Title: Mapping of SrTm4, a recessive stem rust resistance gene from diploid wheat effective to Ug99

Author
item BRIGGS, JORDAN - University Of Minnesota
item CHEN, SHISHENG - University Of California
item ZHANG, WENJUN - University Of California
item NELSON, SARAH - University Of Minnesota
item DUBCOVSKY, JORGE - University Of California
item Rouse, Matthew - Matt

Submitted to: Phytopathology
Publication Type: Peer Reviewed Journal
Publication Acceptance Date: 3/29/2015
Publication Date: 4/6/2015
Citation: Briggs, J., Chen, S., Zhang, W., Nelson, S., Dubcovsky, J., Rouse, M.N. 2015. Mapping of SrTm4, a recessive stem rust resistance gene from diploid wheat effective to Ug99. Phytopathology. 105:1347-1354.

Interpretive Summary: Wheat stem rust is a fungal disease of wheat that decreases yield. A strain of the wheat stem rust fungus known as Ug99 emerged in Uganda in 1999 and threatens global wheat production because it is able to infect nearly all wheat varieties. We characterized a fourth stem rust resistance gene from a wheat relative species called Einkorn wheat, that provides resistance to Ug99 and all other tested races of the stem rust pathogen. We identified the location of this gene, that we call SrTm4, within a specific wheat chromosome arm. The molecular markers that we identified as linked to this gene can be used to aid introgression of SrTm4 into bread wheat to select for resistance to Ug99 and other races of the stem rust pathogen. The identification these molecular markers will facilitate the improvement of resistance of United States wheat cultivars to the dangerous Ug99. Ug99 resistant wheat cultivars will protect United States wheat production from yield loss if a Ug99 epidemic were to occur in the United States.

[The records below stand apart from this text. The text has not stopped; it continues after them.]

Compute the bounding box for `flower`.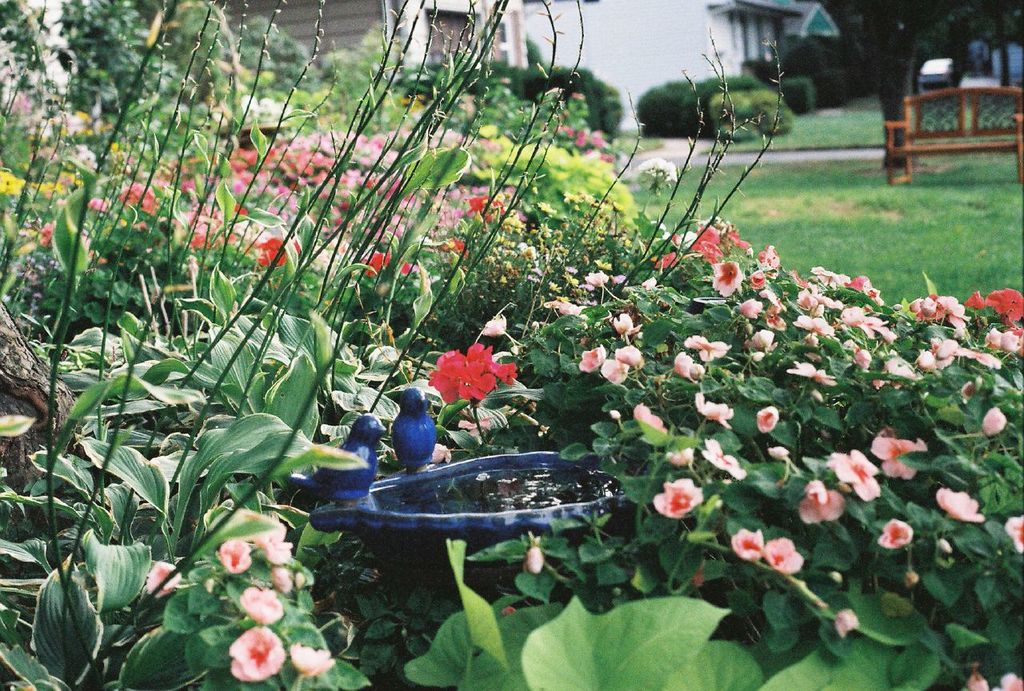
x1=234, y1=582, x2=282, y2=626.
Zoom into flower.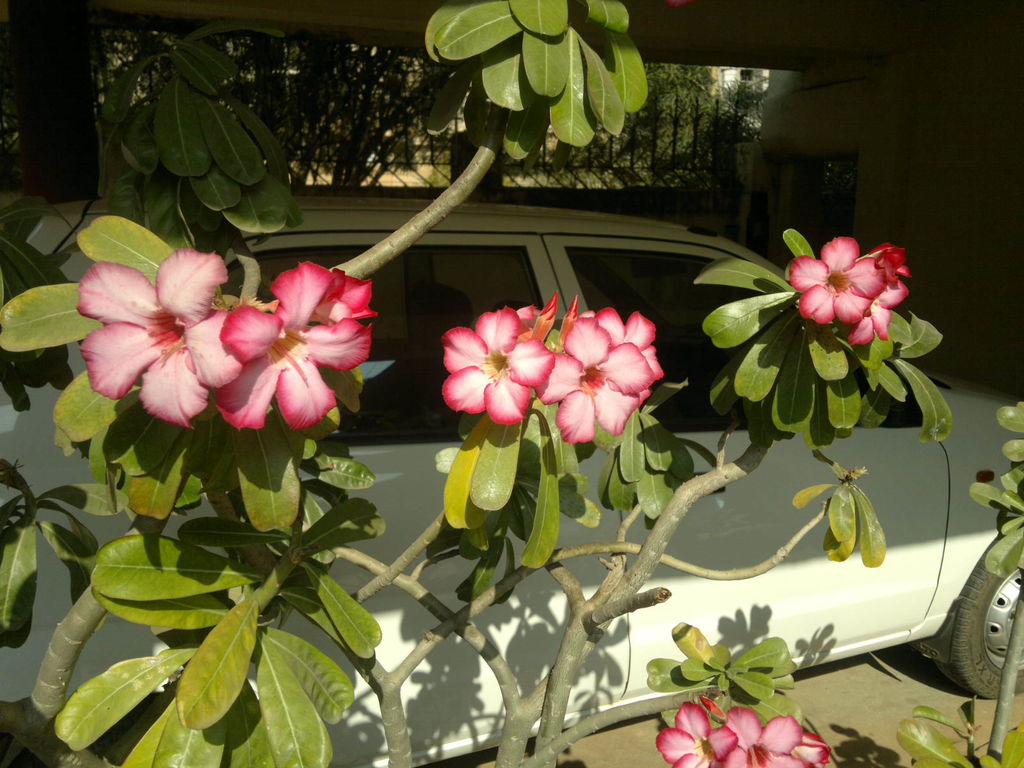
Zoom target: pyautogui.locateOnScreen(786, 236, 913, 349).
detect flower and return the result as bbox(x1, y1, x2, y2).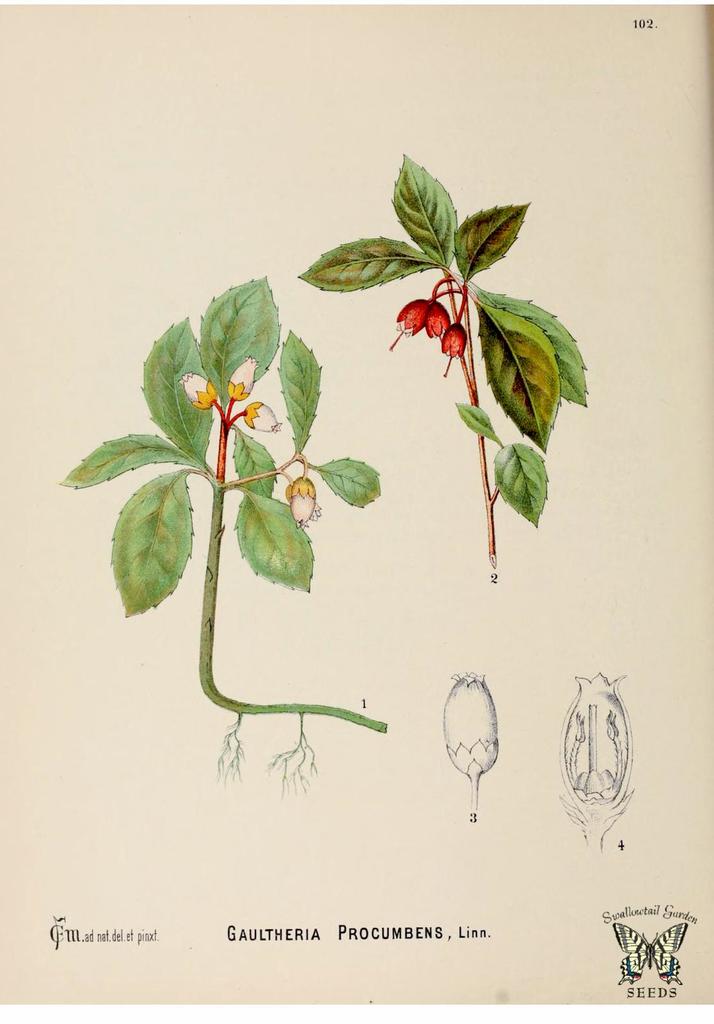
bbox(281, 474, 330, 526).
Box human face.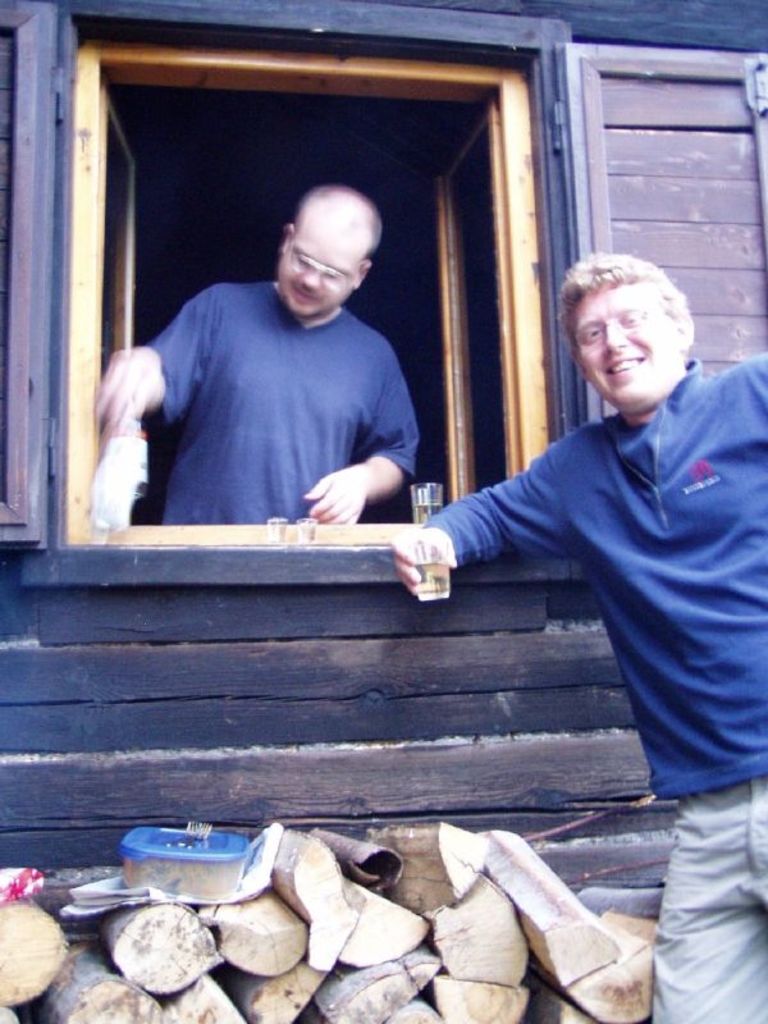
l=280, t=224, r=361, b=317.
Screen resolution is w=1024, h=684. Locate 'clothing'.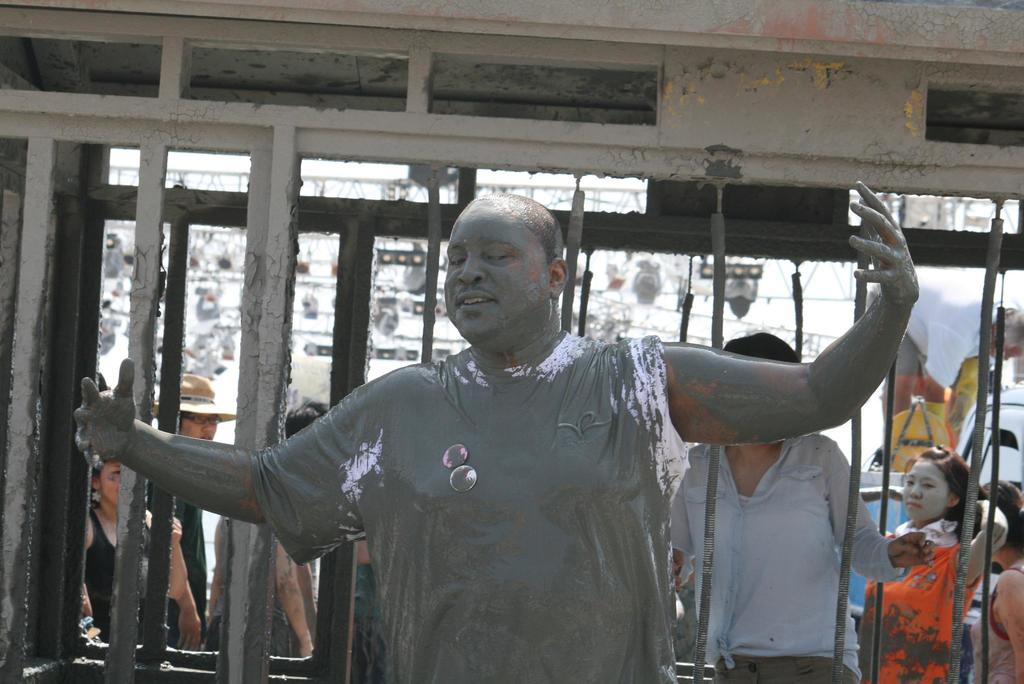
(877,496,992,683).
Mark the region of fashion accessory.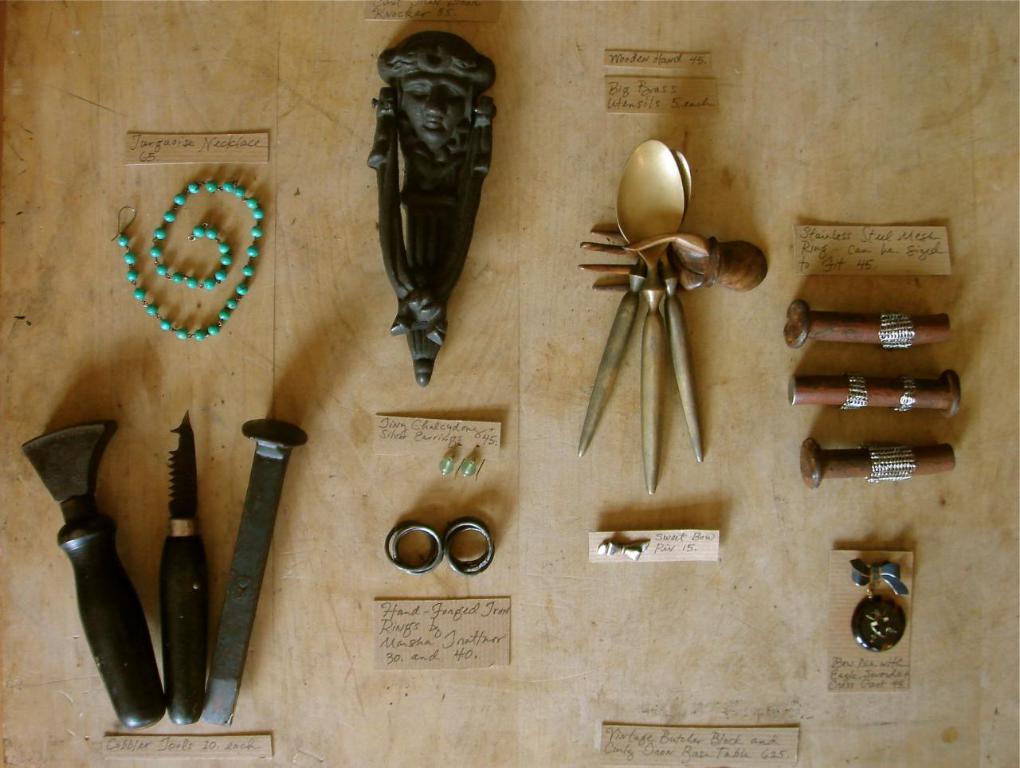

Technical Abstract: Race TTKSK (or Ug99) of Puccinia graminis f. sp. tritici (Pgt), the causal agent of wheat stem rust, is a serious threat to wheat production worldwide. The best approach to reduce this threat is to identify and deploy new stem rust resistance genes. Diploid wheat, Triticum monococcum (genome Am), has wild and cultivated forms, that have been utilized previously for the introgression of stem rust resistance genes Sr21, Sr22, and Sr35. Multi-pathotype seedling tests of biparental populations demonstrated that T. monococcum accession PI 306540 from Romania, contains a different recessive resistance gene effective to all Pgt races screened so far (including race TTKSK), which we will refer to as SrTm4 (fourth stem rust resistance gene characterized from T. monococcum). Using two mapping populations derived from crosses of PI 272557 × PI 306540 and G3116 × PI 306540, we mapped SrTm4 on chromosome arm 2AmL within a 2.1 cM interval flanked by sequence-tagged markers BQ461276 and DR732348, which corresponds to a 240-kb region in Brachypodium chromosome 5. The eight microsatellite and nine sequence-tagged markers linked to SrTm4 will facilitate the introgression of this resistance gene into hexaploid wheat and accelerate the deployment of SrTm4-mediated Ug99 resistance in common wheat breeding programs.